Director Mel Gibson has announced that his upcoming film The Resurrection of the Christ has wrapped filming, with an expected release date of 2027.
Gibson revealed that, unlike The Passion of the Christ, which was released in 2004 on a $30 million budget and went on to gross more than $600 million worldwide, the sequel will have a budget of more than $250 million and will be released in two installments.
Jim Caviezel will not be returning as Jesus. The role has been recast with actor Jaakko Ohtonen (pictured below).

The film will also heavily feature CGI and special-effects shots, including depictions of the fall of the angels and Lucifer, the creation of the world, and Jesus in hell prior to his resurrection.It will conclude with the death of the last apostle.
Speaking about the film at a panel at Fan Expo Philadelphia, Gibson previously revealed:
It took me about eight years to write the script for the sequel, if we can call that The Resurrection of Christ, because it’s a very complex and almost impossible to understand subject, so that necessarily you have to underpin it with a great deal of all of salvation history and theology.
It was a very difficult thing to find and synthesize, because you have to understand, firstly, why it matters… You have to think, why is mankind so important in this process? Why are the big realms of good and evil slugging it up for the hearts and minds and souls of mankind? Why us? We’re just a bunch of f***ed up things. We’re imperfect.
You have to ask yourself, why are we important? Why are we making the sandwich? That whole huge story. And I think in order to understand that, you have to, you have to start with the fall of the angels in the firmament, before right at the beginning, is pretty crazy idea, what did that look like? I know what it looks like. It’s not one film, it’s two films, because it’s massive.
While the first film covered the 12 hours leading up to his death, the sequel is expected to cover the days after his death, intercut with scenes from Jesus in Hell and the fall of Lucifer. Gibson previously noted:
It is such a massive undertaking that you can’t do it lightly and you can’t do it quickly. You have to really consider what it is that you need to show in order to be poignant. It can’t be linear; you have to have many things to juxtapose against one another even from different time periods in order to illustrate what something means in a more full way. And I think it’s going to be a real jigsaw puzzle to do.
And I have two scripts right, and one of them is very structured and a very strong script and kind of more what you’d expect.

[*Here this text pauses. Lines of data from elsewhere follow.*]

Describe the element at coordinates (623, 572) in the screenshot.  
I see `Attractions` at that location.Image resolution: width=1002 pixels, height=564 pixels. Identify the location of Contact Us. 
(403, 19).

And the other is like an acid trip and because you’re going into other realms and stuff. I mean you’re in hell.. It’s like, you know, you’re watching the angels fall..”
Gibson also told Joe Rogan on his recent podcast appearance that the film would conclude with the death of the last apostle.
[The script is] an acid trip. I’ve never read anything like it. There’s some crazy stuff. In order to tell the story properly you have to start with the fall of the angels. You’re in another realm. You need to go Hell. You need to go to Sheol.
You got to have [Satan]s] origin. I have ideas about how to do that and how to evoke things about to depict that. I’ve been thinking about that for a long time. It’s going to require a lot of planning. I’m not sure I can pull it off. It’s super ambitious, but I’m going to take a crack at it … It’s about trying to find a way in that’s not cheesy or obvious. It’s almost like a magic trick. [The story] goes from the fall of the angels to the death of the last apostle.